"But what I don't understand," Dorothy began, primly, "is why I have been brought into this."
Various ladies in light attire from the upper flats were beginning to peer over into the well of the staircase, and Dorothy was wondering if she were not being compromised by this midnight adventure.
"Let's get the monkey out first," said Hausberg, "and then I'll tell you why."
After listening for another three-quarters of an hour to disputes between the various supporters of the gorilla and the orang-utan, which extended to a heated argument about the comparative merits of Mr. Balfour and Mr. Chamberlain, the car came back, and the intruder, which was announced to be a chimpanzee, was ejected by the keeper, and, after an attempt to hand it over to the police, shut up till morning in a boot-hole.

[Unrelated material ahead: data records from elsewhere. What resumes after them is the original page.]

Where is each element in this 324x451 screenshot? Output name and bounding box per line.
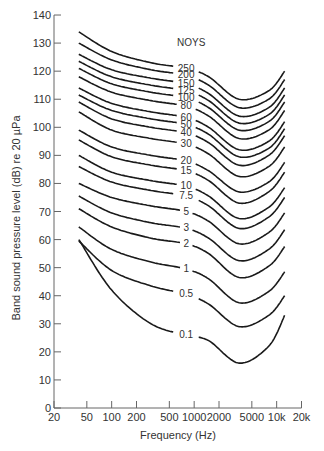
x-tick-label: 1000 [182, 411, 206, 423]
legend-title: NOYS [177, 37, 206, 48]
equal-noisiness-contour-chart: 0102030405060708090100110120130140 20501… [0, 0, 324, 451]
noys-curve [199, 315, 285, 363]
y-axis: 0102030405060708090100110120130140 [33, 9, 61, 414]
y-tick-label: 40 [39, 290, 51, 302]
noys-curve [79, 183, 180, 210]
y-tick-label: 20 [39, 346, 51, 358]
curve-label: 1 [183, 263, 189, 274]
noys-curve [79, 240, 173, 332]
curve-label: 7.5 [179, 190, 193, 201]
y-tick-label: 100 [33, 121, 51, 133]
y-tick-label: 110 [33, 93, 51, 105]
y-tick-label: 50 [39, 262, 51, 274]
y-tick-label: 120 [33, 65, 51, 77]
x-tick-label: 20k [293, 411, 311, 423]
curve-label: 3 [183, 222, 189, 233]
curve-label: 2 [183, 238, 189, 249]
noys-curve [79, 155, 177, 184]
y-tick-label: 30 [39, 318, 51, 330]
curve-label: 0.5 [179, 288, 193, 299]
curve-label: 0.1 [179, 329, 193, 340]
noys-curve [193, 230, 285, 261]
x-tick-label: 100 [102, 411, 120, 423]
noys-curve [79, 95, 177, 123]
y-tick-label: 60 [39, 234, 51, 246]
y-tick-label: 10 [39, 374, 51, 386]
x-tick-label: 200 [127, 411, 145, 423]
x-tick-label: 5000 [240, 411, 264, 423]
x-axis: 205010020050010002000500010k20k [48, 401, 311, 423]
noys-curve [193, 271, 285, 303]
x-tick-label: 500 [160, 411, 178, 423]
x-tick-label: 50 [81, 411, 93, 423]
noys-curve [79, 102, 177, 131]
x-tick-label: 10k [268, 411, 286, 423]
noys-curve [79, 196, 180, 227]
curve-label: 40 [181, 127, 193, 138]
y-axis-title: Band sound pressure level (dB) re 20 µPa [10, 115, 22, 321]
curve-label: 15 [181, 165, 193, 176]
y-tick-label: 80 [39, 177, 51, 189]
y-tick-label: 90 [39, 149, 51, 161]
x-axis-title: Frequency (Hz) [140, 429, 216, 441]
x-tick-label: 2000 [207, 411, 231, 423]
curve-label: 5 [183, 206, 189, 217]
y-tick-label: 70 [39, 206, 51, 218]
noys-curve [79, 68, 173, 95]
x-tick-label: 20 [48, 411, 60, 423]
noys-curve [79, 241, 173, 291]
curve-label: 80 [181, 100, 193, 111]
noys-curve [199, 80, 285, 109]
y-tick-label: 130 [33, 37, 51, 49]
noys-curves: 25020015012510080605040302015107.553210.… [79, 32, 285, 363]
curve-label: 30 [181, 138, 193, 149]
noys-curve [193, 246, 285, 278]
noys-curve [199, 296, 285, 327]
noys-curve [196, 147, 285, 177]
y-tick-label: 140 [33, 9, 51, 21]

The flat presented a desolate spectacle when Dorothy and Hausberg entered it; the chimpanzee had smashed the ornaments, ripped up the curtains, tore the paper from the walls, and wrenched off all the lamp-brackets; he had then apparently been seized with a revulsion against the bananas and nuts strewn about the passage for his supper and had gnawed the porter's hat.
"Now," said Hausberg, sternly, to the owner of the hat, who was tenderly nursing it, "just tell this lady exactly what has happened here."
"Well, sir, about twelve o'clock this morning a gentleman drove up to the mansions with a crate and said he was a friend of Mr. Hausberg's and had brought him a marble Venus for a present, and I was to put it in the hall of the flat. I particularly remember he said a Venus, because I thought he said a green'ouse, which surprised me for the moment, and I asked him if he didn't, mean a portable aquarium, which is what my wife's brother has in the window of his best parlor."
"Go on, you fool!" Hausberg commanded. "We don't want to hear about your wife's brother."
"Well, I accepted delivery of this Venus and between us we got this Venus—"
"Don't go on rhyming like that," said Hausberg. "Tell the story properly in plain prose."